▶ _EXERCISE BRIEF_:
The material must be copied out exactly, line for line.

▶ _MATERIAL SUPPLIED_:
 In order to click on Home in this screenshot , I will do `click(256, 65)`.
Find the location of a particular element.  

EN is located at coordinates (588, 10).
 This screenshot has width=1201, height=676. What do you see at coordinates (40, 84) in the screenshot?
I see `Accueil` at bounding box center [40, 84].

▶ _TASK OUTPUT_:
 In order to click on Home in this screenshot , I will do `click(256, 65)`.
Find the location of a particular element.  

EN is located at coordinates (588, 10).
 This screenshot has width=1201, height=676. What do you see at coordinates (40, 84) in the screenshot?
I see `Accueil` at bounding box center [40, 84].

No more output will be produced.